[1185] Paradise Lost, book xi. v. 642. DUPPA.
[1186] See Mrs. Piozzi’s Synonymy, i. 323, for an anecdote of this walk.
[1187] Lleweney Hall was the residence of Robert Cotton, Esq., Mrs. Thrale’s cousin german. Here Mr. and Mrs. Thrale and Dr. Johnson staid three weeks. DUPPA. Mrs. Piozzi wrote in 1817:—’Poor old Lleweney Hall! pulled down after standing 1000 years in possession of the Salusburys.’ Hayward’s Piozzi, ii. 206.
[1188] Johnson’s name for Mrs. Thrale. Ante, i. 494.
[1189] Johnson wrote to Mrs. Thrale on Sept. 13, 1777:—’Boswell wants to see Wales; but except the woods of Bachycraigh, what is there in Wales? What that can fill the hunger of ignorance, or quench the thirst of curiosity?’ Piozzi Letters, i. 367. Ante, iii. 134, note 1.
[1190] Pennant gives a description of this house, in a tour he made into North Wales in 1780:—’Not far from Dymerchion, lies half buried in woods the singular house of Bach y Graig. It consists of a mansion of three sides, enclosing a square court. The first consists of a vast hall and parlour: the rest of it rises into six wonderful stories, including the cupola; and forms from the second floor the figure of a pyramid: the rooms are small and inconvenient. The bricks are admirable, and appear to have been made in Holland; and the model of the house was probably brought from Flanders, where this kind of building is not unfrequent. It was built by Sir Richard Clough, an eminent merchant, in the reign of Queen Elizabeth. The initials of his name are in iron on the front, with the date 1567, and on the gateway 1569.’ DUPPA.
[1191] Bishop Shipley, whom Johnson described as ’knowing and convertible’ Ante, iv. 246. Johnson, in his Dictionary, says that ’conversable is sometimes written conversible, but improperly.’
[1192] William Lloyd, Bishop of St. Asaph and afterwards of Worcester. He was one of the seven Bishops who were sent to the Tower in 1688. His character is drawn by Burnet, History of His Own Time, ed. 1818, i. 210. It was he of whom Bishop Wilkins said that ’Lloyd had the most learning in ready cash of any he ever knew.’ Ante, ii. 256, note 3.
[1193] A curious account of Dodwell and ’the paradoxes after which he seemed to hunt’ is given in Burnet, iv. 303. He was Camden Professor of Ancient History in the University of Oxford. ’It was about him that William III uttered those memorable words: “He has set his heart on being a martyr; and I have set mine on disappointing him."’ Macaulay’s England, ed. 1874, iv. 226. See Hearne in Leland’s Itin., 3rd ed. v. 136.
[1194] By Robert Dudley, Earl of Leicester, in 1579. DUPPA.
[1195] See ante, iii. 357, and v. 42.
[1196] Perhaps Johnson wrote mere.
[1197] Humphry Llwyd was a native of Denbigh, and practised there as a physician, and also represented the town in Parliament. He died 1568, aged 41. DUPPA.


> [Work required] Carry over every entry exactly as written, though not the pictures it contains.

----------

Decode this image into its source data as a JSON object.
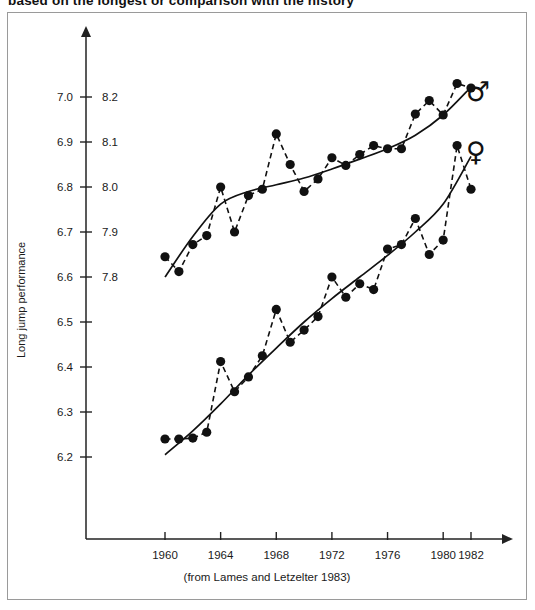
{
  "page": {
    "clipped_heading": "based on the longest or comparison with the history",
    "caption": "(from Lames and Letzelter 1983)"
  },
  "chart_data": {
    "type": "scatter",
    "title": "",
    "xlabel": "",
    "ylabel": "Long jump performance",
    "xlim": [
      1958.2,
      1984.5
    ],
    "ylim_left": [
      6.15,
      7.05
    ],
    "ylim_right": [
      7.75,
      8.25
    ],
    "grid": false,
    "legend_position": "right",
    "x_ticks": [
      1960,
      1964,
      1968,
      1972,
      1976,
      1980,
      1982
    ],
    "y_ticks_left": [
      "6.2",
      "6.3",
      "6.4",
      "6.5",
      "6.6",
      "6.7",
      "6.8",
      "6.9",
      "7.0"
    ],
    "y_ticks_right": [
      "7.8",
      "7.9",
      "8.0",
      "8.1",
      "8.2"
    ],
    "y_tick_values_left": [
      6.2,
      6.3,
      6.4,
      6.5,
      6.6,
      6.7,
      6.8,
      6.9,
      7.0
    ],
    "y_tick_values_right": [
      7.8,
      7.9,
      8.0,
      8.1,
      8.2
    ],
    "right_scale_offset": 1.2,
    "series": [
      {
        "name": "men",
        "symbol": "♂",
        "legend_label": "male",
        "x": [
          1960,
          1961,
          1962,
          1963,
          1964,
          1965,
          1966,
          1967,
          1968,
          1969,
          1970,
          1971,
          1972,
          1973,
          1974,
          1975,
          1976,
          1977,
          1978,
          1979,
          1980,
          1981,
          1982
        ],
        "values": [
          6.645,
          6.612,
          6.672,
          6.692,
          6.8,
          6.7,
          6.781,
          6.795,
          6.918,
          6.85,
          6.79,
          6.818,
          6.865,
          6.848,
          6.872,
          6.892,
          6.885,
          6.885,
          6.962,
          6.992,
          6.96,
          7.03,
          7.02
        ],
        "trend": [
          [
            1960,
            6.6
          ],
          [
            1962,
            6.69
          ],
          [
            1964,
            6.762
          ],
          [
            1966,
            6.79
          ],
          [
            1968,
            6.805
          ],
          [
            1970,
            6.82
          ],
          [
            1972,
            6.84
          ],
          [
            1974,
            6.862
          ],
          [
            1976,
            6.885
          ],
          [
            1978,
            6.915
          ],
          [
            1980,
            6.96
          ],
          [
            1982,
            7.022
          ]
        ]
      },
      {
        "name": "women",
        "symbol": "♀",
        "legend_label": "female",
        "x": [
          1960,
          1961,
          1962,
          1963,
          1964,
          1965,
          1966,
          1967,
          1968,
          1969,
          1970,
          1971,
          1972,
          1973,
          1974,
          1975,
          1976,
          1977,
          1978,
          1979,
          1980,
          1981,
          1982
        ],
        "values": [
          6.24,
          6.24,
          6.242,
          6.255,
          6.412,
          6.345,
          6.378,
          6.425,
          6.528,
          6.455,
          6.482,
          6.512,
          6.6,
          6.555,
          6.585,
          6.572,
          6.662,
          6.672,
          6.73,
          6.65,
          6.682,
          6.892,
          6.795
        ],
        "trend": [
          [
            1960,
            6.205
          ],
          [
            1962,
            6.258
          ],
          [
            1964,
            6.318
          ],
          [
            1966,
            6.382
          ],
          [
            1968,
            6.442
          ],
          [
            1970,
            6.5
          ],
          [
            1972,
            6.552
          ],
          [
            1974,
            6.6
          ],
          [
            1976,
            6.648
          ],
          [
            1978,
            6.7
          ],
          [
            1980,
            6.762
          ],
          [
            1982,
            6.868
          ]
        ]
      }
    ]
  }
}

----------

> [Response]
Decode this image into its source data as a JSON object.
{
  "page": {
    "clipped_heading": "based on the longest or comparison with the history",
    "caption": "(from Lames and Letzelter 1983)"
  },
  "chart_data": {
    "type": "scatter",
    "title": "",
    "xlabel": "",
    "ylabel": "Long jump performance",
    "xlim": [
      1958.2,
      1984.5
    ],
    "ylim_left": [
      6.15,
      7.05
    ],
    "ylim_right": [
      7.75,
      8.25
    ],
    "grid": false,
    "legend_position": "right",
    "x_ticks": [
      1960,
      1964,
      1968,
      1972,
      1976,
      1980,
      1982
    ],
    "y_ticks_left": [
      "6.2",
      "6.3",
      "6.4",
      "6.5",
      "6.6",
      "6.7",
      "6.8",
      "6.9",
      "7.0"
    ],
    "y_ticks_right": [
      "7.8",
      "7.9",
      "8.0",
      "8.1",
      "8.2"
    ],
    "y_tick_values_left": [
      6.2,
      6.3,
      6.4,
      6.5,
      6.6,
      6.7,
      6.8,
      6.9,
      7.0
    ],
    "y_tick_values_right": [
      7.8,
      7.9,
      8.0,
      8.1,
      8.2
    ],
    "right_scale_offset": 1.2,
    "series": [
      {
        "name": "men",
        "symbol": "♂",
        "legend_label": "male",
        "x": [
          1960,
          1961,
          1962,
          1963,
          1964,
          1965,
          1966,
          1967,
          1968,
          1969,
          1970,
          1971,
          1972,
          1973,
          1974,
          1975,
          1976,
          1977,
          1978,
          1979,
          1980,
          1981,
          1982
        ],
        "values": [
          6.645,
          6.612,
          6.672,
          6.692,
          6.8,
          6.7,
          6.781,
          6.795,
          6.918,
          6.85,
          6.79,
          6.818,
          6.865,
          6.848,
          6.872,
          6.892,
          6.885,
          6.885,
          6.962,
          6.992,
          6.96,
          7.03,
          7.02
        ],
        "trend": [
          [
            1960,
            6.6
          ],
          [
            1962,
            6.69
          ],
          [
            1964,
            6.762
          ],
          [
            1966,
            6.79
          ],
          [
            1968,
            6.805
          ],
          [
            1970,
            6.82
          ],
          [
            1972,
            6.84
          ],
          [
            1974,
            6.862
          ],
          [
            1976,
            6.885
          ],
          [
            1978,
            6.915
          ],
          [
            1980,
            6.96
          ],
          [
            1982,
            7.022
          ]
        ]
      },
      {
        "name": "women",
        "symbol": "♀",
        "legend_label": "female",
        "x": [
          1960,
          1961,
          1962,
          1963,
          1964,
          1965,
          1966,
          1967,
          1968,
          1969,
          1970,
          1971,
          1972,
          1973,
          1974,
          1975,
          1976,
          1977,
          1978,
          1979,
          1980,
          1981,
          1982
        ],
        "values": [
          6.24,
          6.24,
          6.242,
          6.255,
          6.412,
          6.345,
          6.378,
          6.425,
          6.528,
          6.455,
          6.482,
          6.512,
          6.6,
          6.555,
          6.585,
          6.572,
          6.662,
          6.672,
          6.73,
          6.65,
          6.682,
          6.892,
          6.795
        ],
        "trend": [
          [
            1960,
            6.205
          ],
          [
            1962,
            6.258
          ],
          [
            1964,
            6.318
          ],
          [
            1966,
            6.382
          ],
          [
            1968,
            6.442
          ],
          [
            1970,
            6.5
          ],
          [
            1972,
            6.552
          ],
          [
            1974,
            6.6
          ],
          [
            1976,
            6.648
          ],
          [
            1978,
            6.7
          ],
          [
            1980,
            6.762
          ],
          [
            1982,
            6.868
          ]
        ]
      }
    ]
  }
}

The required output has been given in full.